The hill is called Hristo Peak, and the monastery that names it has stood at 93 meters above the Sea of Marmara since the Byzantine era — long enough to have received two deposed emperors, survived centuries of neglect, and been rebuilt by merchants from Chios who believed the past worth preserving. The Monastery of the Transfiguration, known locally as Hristo Monastery, is a place where the weight of Byzantine history is unusually concentrated for such a small island on such a quiet hill.

A Refuge for Fallen Emperors

The monastery's association with imperial exile begins with the Byzantine practice of political mutilation: rather than execute a rival, emperors would have his eyes gouged out — a practice known in Byzantine culture that rendered the victim ineligible for the throne, since an emperor was expected to be physically whole. Romanos IV Diogenes, defeated at the Battle of Manzikert in 1071 in what proved to be a pivotal moment in Byzantine history, suffered this fate and was sent to Kınalıada to live out his days at the monastery. Before him, Emperor Nikephoros III Botaneiates (who ruled from 1078 to 1081) was also exiled here after being forced to abdicate. The monastery received these men not as prisoners in chains but as monks in decline — stripped of power, given the habit, left to contemplate what had been lost from a hilltop overlooking the sea.

A Ruinous State and a Chian Revival

The Ottoman conquest of Constantinople in 1453 was catastrophic for much of the Byzantine religious infrastructure, and the Monastery of the Transfiguration was no exception. It fell into a ruinous state in the years that followed. The recovery came in 1722, more than two and a half centuries later, driven not by imperial patronage but by private wealth: a group of prosperous Greek merchants from the island of Chios, then based in Constantinople, funded a major reconstruction. The restored monastery included a new katholikon — the main church of an Orthodox monastic complex — and a side chapel dedicated to Saint Paraskevi, built above the foundations of the original Byzantine structure. This layering of new construction over ancient remains is visible in the fabric of the building itself, though the reconstruction integrated the old and new into a coherent whole.

The Bay Below

The monastery's influence extends beyond its hilltop walls. The bay on the northern half of Kınalıada is called Manastır Bay — Monastery Bay — named after the complex that has defined the island's northern skyline for centuries.

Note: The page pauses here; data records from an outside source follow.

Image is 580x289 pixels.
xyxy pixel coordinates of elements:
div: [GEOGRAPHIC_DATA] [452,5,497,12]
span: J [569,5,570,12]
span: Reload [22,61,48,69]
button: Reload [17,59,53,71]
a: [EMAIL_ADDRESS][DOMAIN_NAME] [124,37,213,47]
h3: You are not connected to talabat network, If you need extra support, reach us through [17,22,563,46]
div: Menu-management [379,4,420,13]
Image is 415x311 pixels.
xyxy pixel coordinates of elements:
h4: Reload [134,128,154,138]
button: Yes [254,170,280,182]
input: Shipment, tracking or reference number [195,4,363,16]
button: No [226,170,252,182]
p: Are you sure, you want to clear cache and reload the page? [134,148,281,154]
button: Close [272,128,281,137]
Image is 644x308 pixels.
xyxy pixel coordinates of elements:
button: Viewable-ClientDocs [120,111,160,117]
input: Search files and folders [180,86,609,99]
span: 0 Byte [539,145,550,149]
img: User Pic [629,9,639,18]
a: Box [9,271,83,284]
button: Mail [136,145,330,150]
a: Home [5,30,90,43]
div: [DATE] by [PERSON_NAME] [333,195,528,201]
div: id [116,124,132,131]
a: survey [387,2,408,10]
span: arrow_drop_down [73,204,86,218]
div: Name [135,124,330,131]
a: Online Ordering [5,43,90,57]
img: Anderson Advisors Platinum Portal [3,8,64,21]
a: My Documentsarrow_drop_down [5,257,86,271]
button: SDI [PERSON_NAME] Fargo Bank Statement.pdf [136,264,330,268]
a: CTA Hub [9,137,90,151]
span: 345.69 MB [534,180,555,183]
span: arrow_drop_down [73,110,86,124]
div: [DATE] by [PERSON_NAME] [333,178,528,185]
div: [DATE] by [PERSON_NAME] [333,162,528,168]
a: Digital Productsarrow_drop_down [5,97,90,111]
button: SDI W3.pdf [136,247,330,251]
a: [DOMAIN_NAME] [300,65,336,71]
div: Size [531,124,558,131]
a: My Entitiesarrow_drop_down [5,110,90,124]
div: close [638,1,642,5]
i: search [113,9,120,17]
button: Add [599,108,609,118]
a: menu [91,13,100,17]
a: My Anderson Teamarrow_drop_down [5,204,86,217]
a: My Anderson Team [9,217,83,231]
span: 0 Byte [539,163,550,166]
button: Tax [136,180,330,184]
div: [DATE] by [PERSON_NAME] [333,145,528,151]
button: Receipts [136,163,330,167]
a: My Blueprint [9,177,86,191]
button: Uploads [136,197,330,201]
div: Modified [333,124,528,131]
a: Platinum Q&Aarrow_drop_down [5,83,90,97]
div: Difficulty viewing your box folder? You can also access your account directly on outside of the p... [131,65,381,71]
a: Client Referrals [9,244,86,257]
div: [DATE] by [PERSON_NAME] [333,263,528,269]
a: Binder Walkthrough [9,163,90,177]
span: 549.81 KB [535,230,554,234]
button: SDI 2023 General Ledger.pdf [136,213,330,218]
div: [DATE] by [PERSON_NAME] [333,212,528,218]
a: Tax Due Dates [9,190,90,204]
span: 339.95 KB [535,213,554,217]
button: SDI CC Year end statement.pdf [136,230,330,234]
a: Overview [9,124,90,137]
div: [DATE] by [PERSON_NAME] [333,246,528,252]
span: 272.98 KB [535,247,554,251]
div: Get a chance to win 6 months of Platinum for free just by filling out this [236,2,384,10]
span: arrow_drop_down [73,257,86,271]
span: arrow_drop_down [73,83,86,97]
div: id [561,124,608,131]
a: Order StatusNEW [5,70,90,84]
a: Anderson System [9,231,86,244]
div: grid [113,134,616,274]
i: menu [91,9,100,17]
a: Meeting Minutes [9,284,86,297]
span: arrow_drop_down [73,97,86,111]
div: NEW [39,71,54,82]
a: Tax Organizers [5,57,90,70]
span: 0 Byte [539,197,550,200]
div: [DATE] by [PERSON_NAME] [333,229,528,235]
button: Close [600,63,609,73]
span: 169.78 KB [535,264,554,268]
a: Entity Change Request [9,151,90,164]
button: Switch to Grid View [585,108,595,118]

From the water, approaching by ferry from Istanbul, the hillside rises clearly above the modest rooftops of the island's small town. The monastery sits at the peak, whitewashed walls catching the Marmara light. Travelers who make the walk up the hill — steep, unpaved in sections, worth every step — find the views across the archipelago reward the effort. On a clear day the Istanbul skyline is visible to the northwest, the Anatolian hills to the east.

A Living Site in an Ancient Landscape

The Monastery of the Transfiguration continues to attract visitors and pilgrims today. It appears in travel guides, including Frommer's Turkey, as one of the more historically significant sites on the Princes' Islands. The Greek Orthodox community that has maintained the monastery across these centuries is now much smaller than it once was — Istanbul's Greek population has contracted dramatically since the mid-20th century — but the monastery endures as both a religious site and a physical record of the Byzantine world that once organized this corner of the Mediterranean. Arriving here on a quiet weekday, when the ferries have taken most visitors to Büyükada and the island below is nearly empty, the silence of the hilltop feels genuinely ancient.

From the Air

The Monastery of the Transfiguration sits at 40.9059°N, 29.0502°E on Hristo Peak, the southern hill of Kınalıada at 93 meters. From the air at 2,000 feet, the whitewashed monastery is visible on the island's highest southern prominence, distinct from the town clustered around the northern ferry dock. Manastır Bay is clearly identifiable on the northern coast. The nearest airport is LTFJ (Sabiha Gökçen International), approximately 18 km northeast; LTFM (Istanbul Airport) is roughly 45 km to the northwest across the Marmara and the city.